Specifically, the project will develop quantitative methods for measuring trade-secret privacy and data-source utility, assessing the tradeoffs between these two factors, and developing algorithms that come close to optimizing this tradeoff. This research will help encourage greater data sharing among organizations, thereby enhancing society's ability to address global challenges through informed collaboration.
Several outreach and education activities complement and integrate the research. These include working with companies to develop privacy protections in their applications and services, working on an open source library for trade-secret privacy and utility, and organizing research internship programs for students in Africa.
This project aims to design novel privacy and utility metrics and frameworks to help organizations make more informed choices regarding data sharing. Both of the above problems (trade secret privacy and data source utility) can be framed as a study of divergences between probability distributions. Building on the investigator's prior work studying divergences in the context of deep generative models, this project will study how to carefully select appropriate divergence measures to (a) satisfy enterprise use cases, and (b) provide strong theoretical guarantees of privacy and utility.
The project will proceed in four thrusts. Thrust 1 will define and analyze a metric for trade secret privacy.
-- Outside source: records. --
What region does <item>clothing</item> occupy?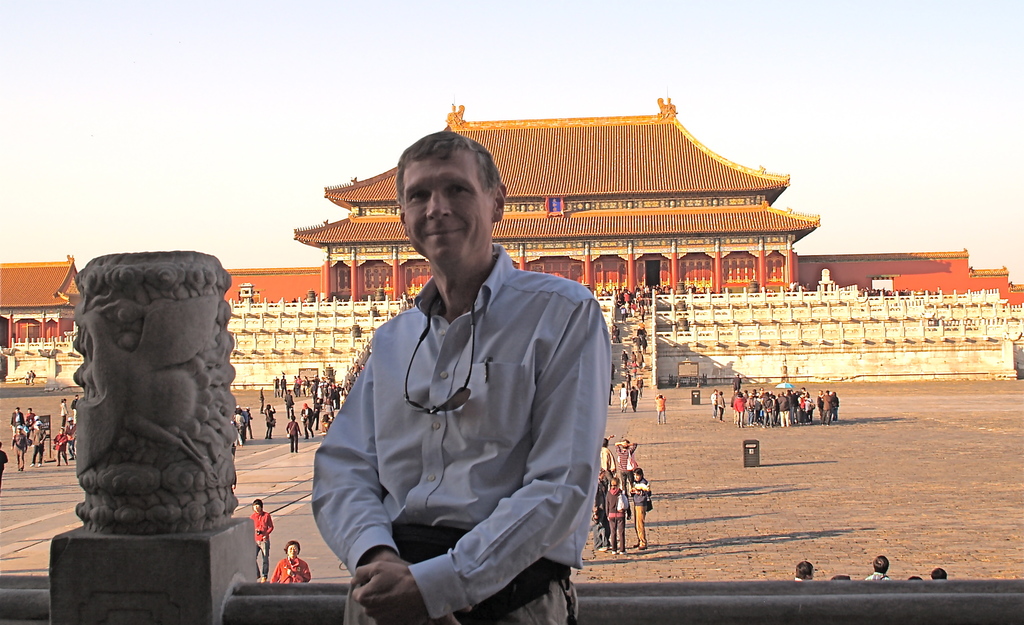
x1=262, y1=412, x2=277, y2=426.
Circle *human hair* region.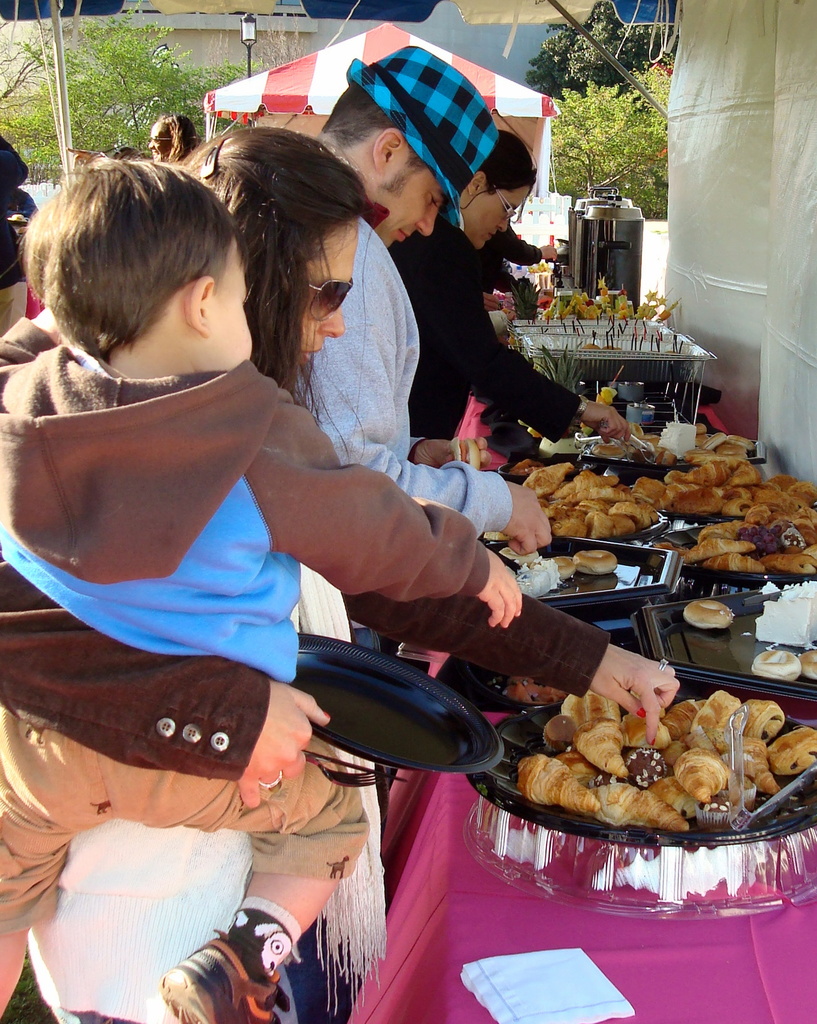
Region: crop(150, 115, 191, 168).
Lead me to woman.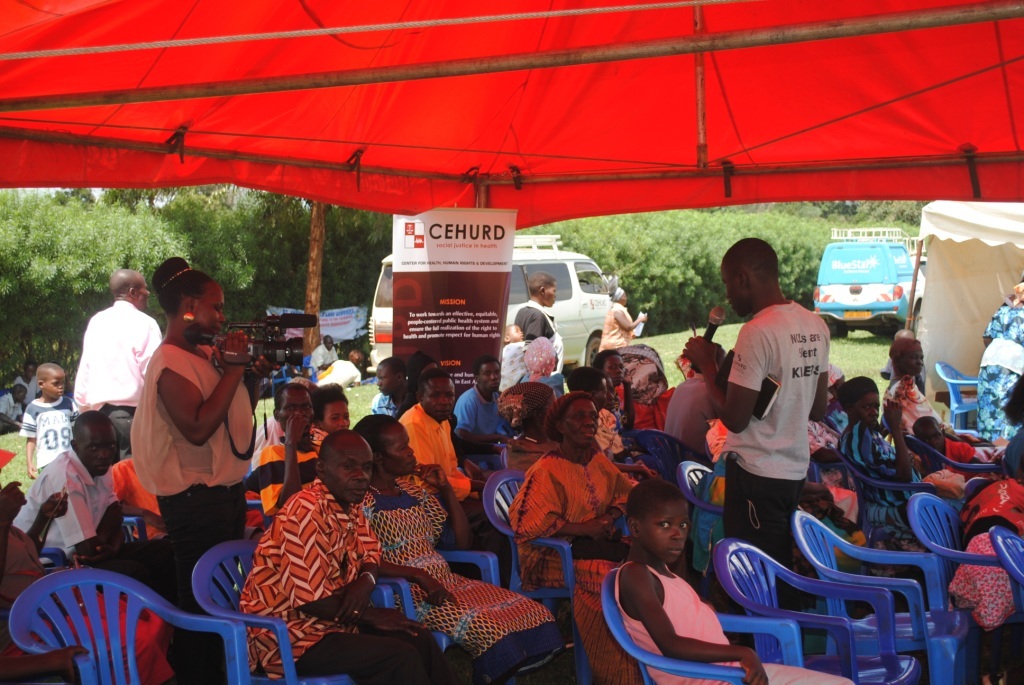
Lead to (974, 282, 1023, 446).
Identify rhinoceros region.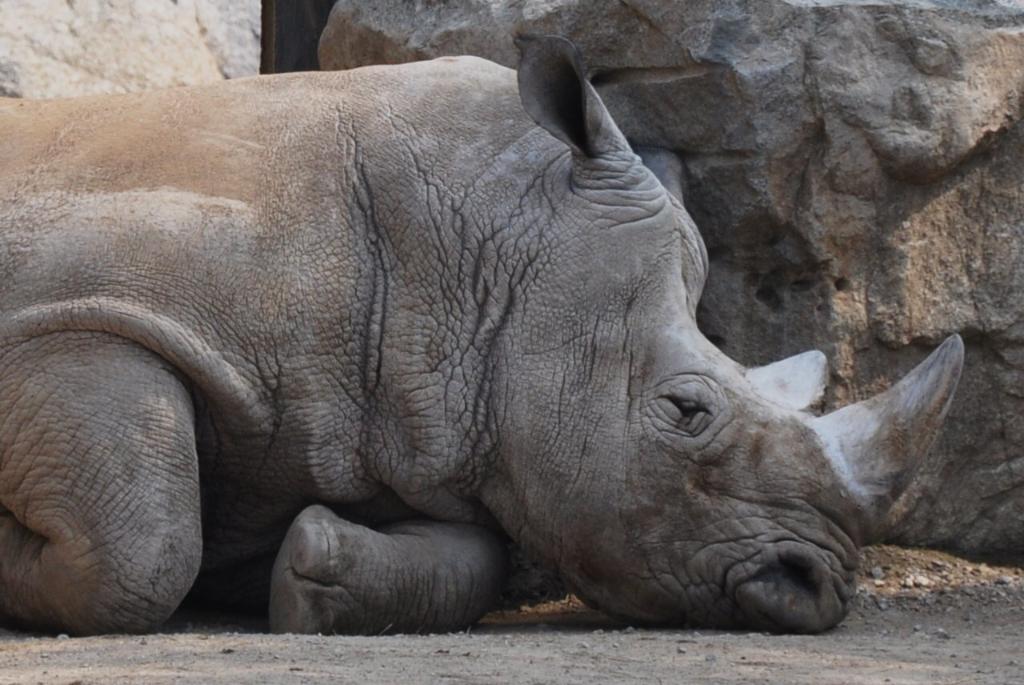
Region: left=0, top=31, right=970, bottom=640.
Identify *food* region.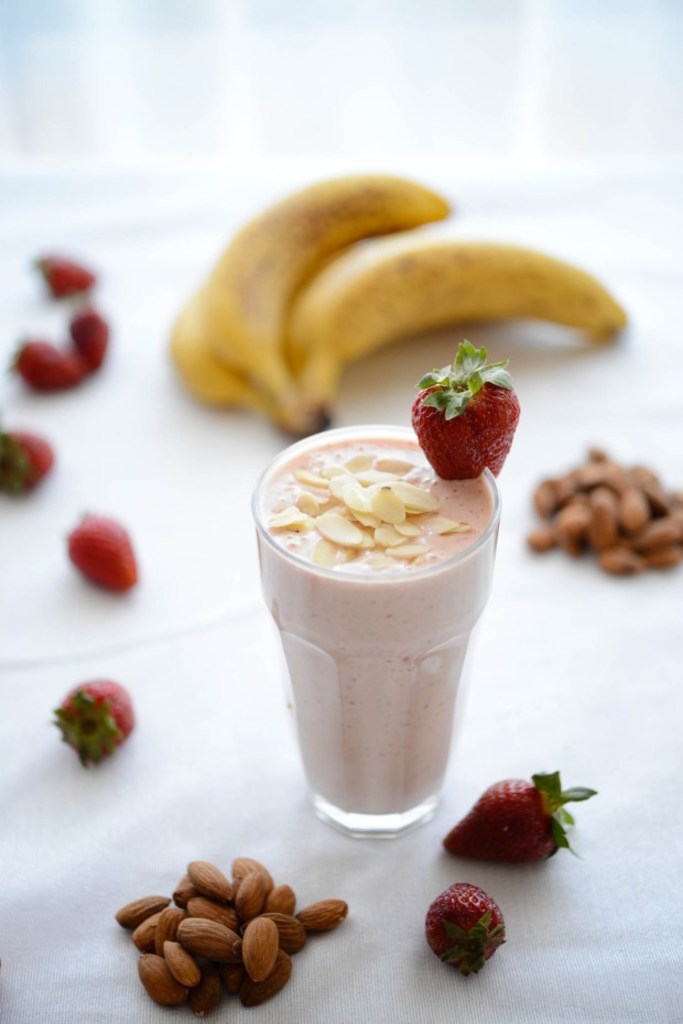
Region: 8:329:85:392.
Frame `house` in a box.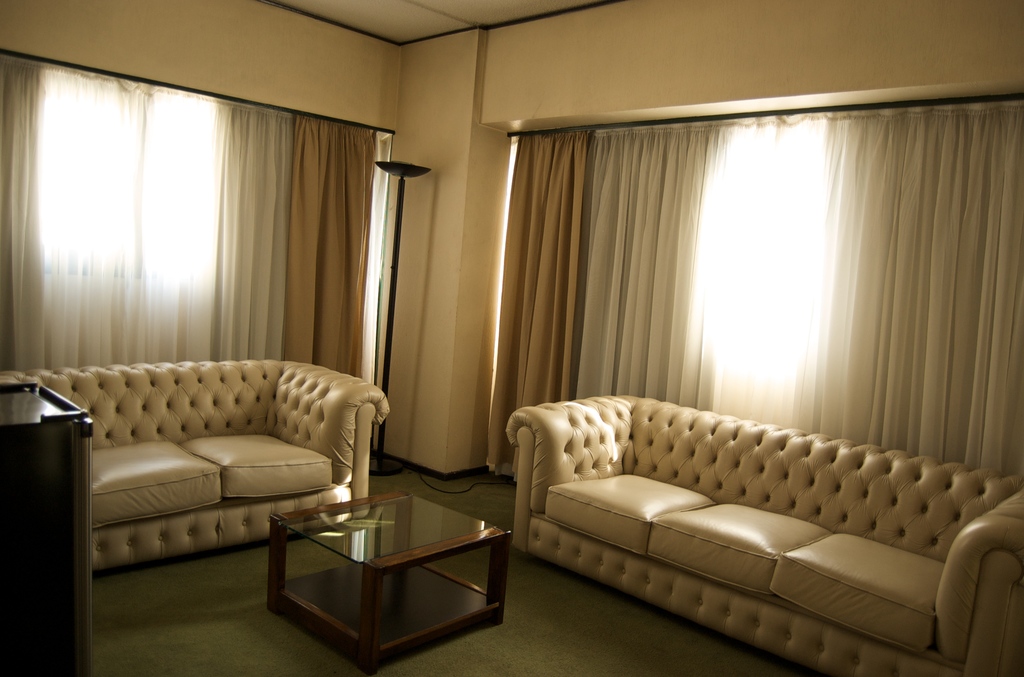
crop(0, 0, 1023, 676).
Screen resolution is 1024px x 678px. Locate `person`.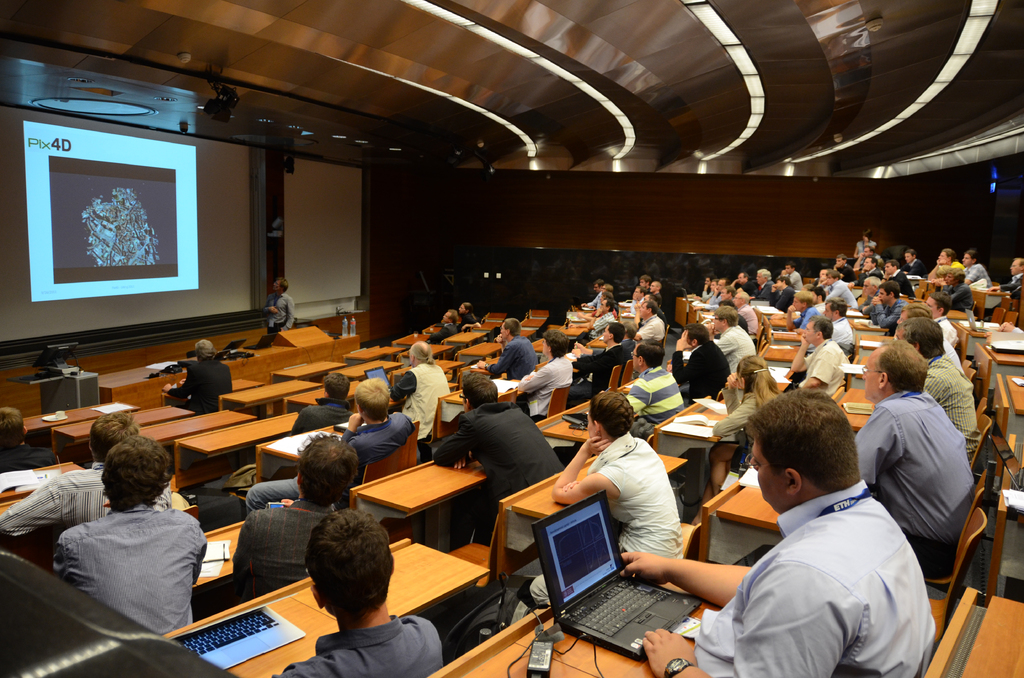
[x1=161, y1=339, x2=234, y2=416].
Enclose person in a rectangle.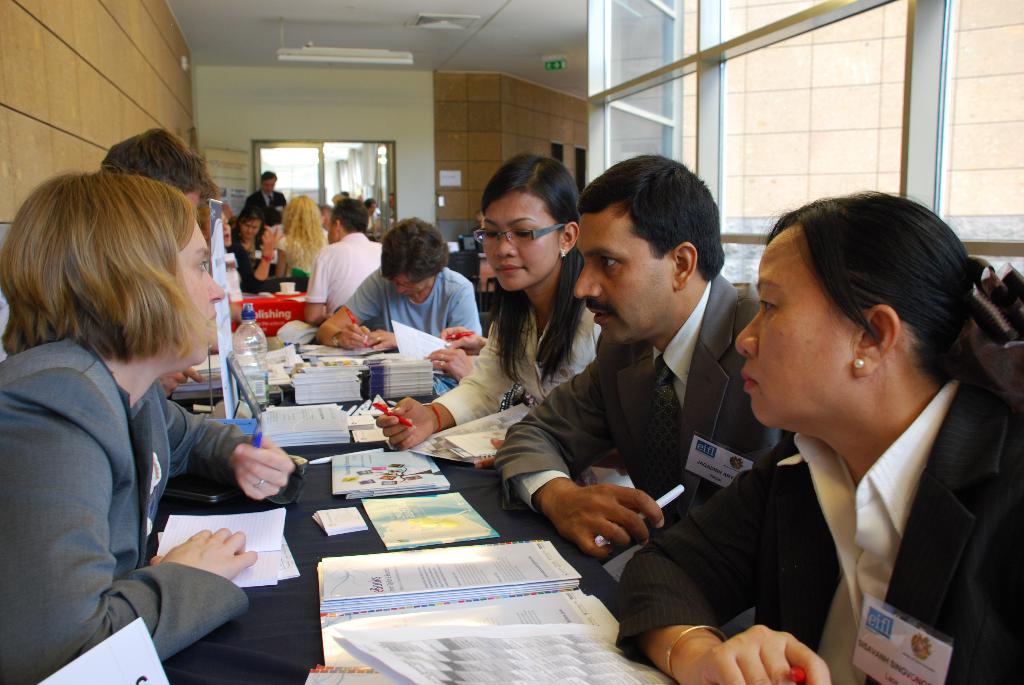
307 218 490 383.
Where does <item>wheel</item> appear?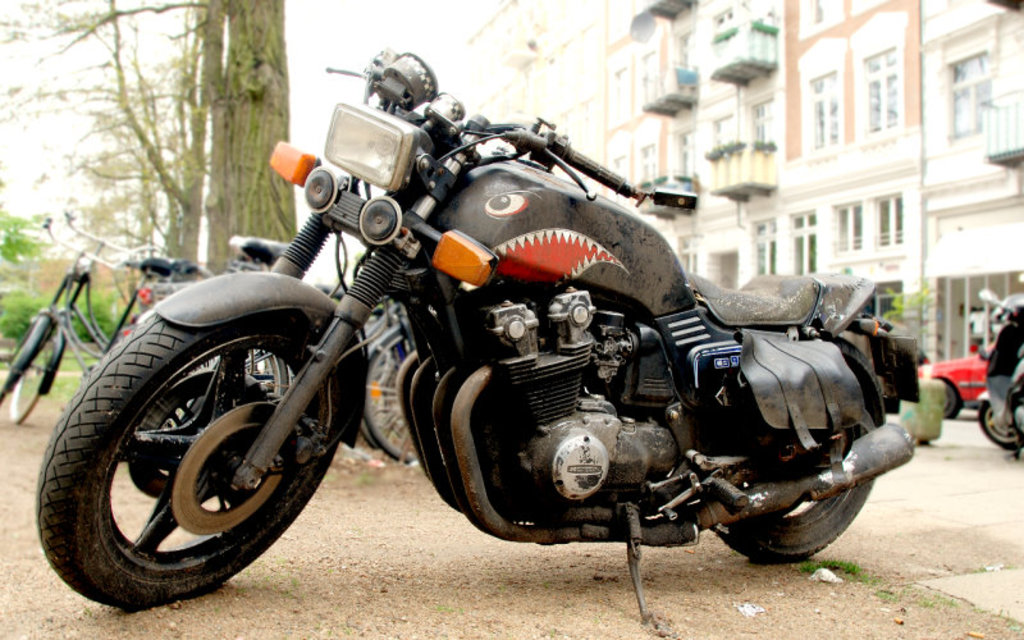
Appears at [33, 298, 364, 611].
This metric will be based on the notion of maximal leakage from information theory; maximal leakage captures the maximum amount of information that can be gained by an adversary about any secret quantity after seeing released, obfuscated data.
The proposed metric in this project will differ by modeling information leakage of specific trade secrets, rather than any arbitrary secret. Thrust 2 will propose and theoretically analyze a metric for data source utility, based on statistical divergences over probability distributions. This work will build on the expansive literature on data valuation.
Thrust 3 will study fundamental tradeoffs between these metrics; the goal will be to identify algorithms that approach the fundamental bounds. Thrust 4 will analyze downstream performance guarantees, which connect the proposed privacy and utility metrics to enterprise use cases motivated by the investigator's ongoing industry collaborations. In summary, the project will contribute a formal methodology for modeling and mitigating common data sharing problems in enterprise settings.
This award reflects NSF's statutory mission and has been deemed worthy of support through evaluation using the Foundation's intellectual merit and broader impacts review criteria.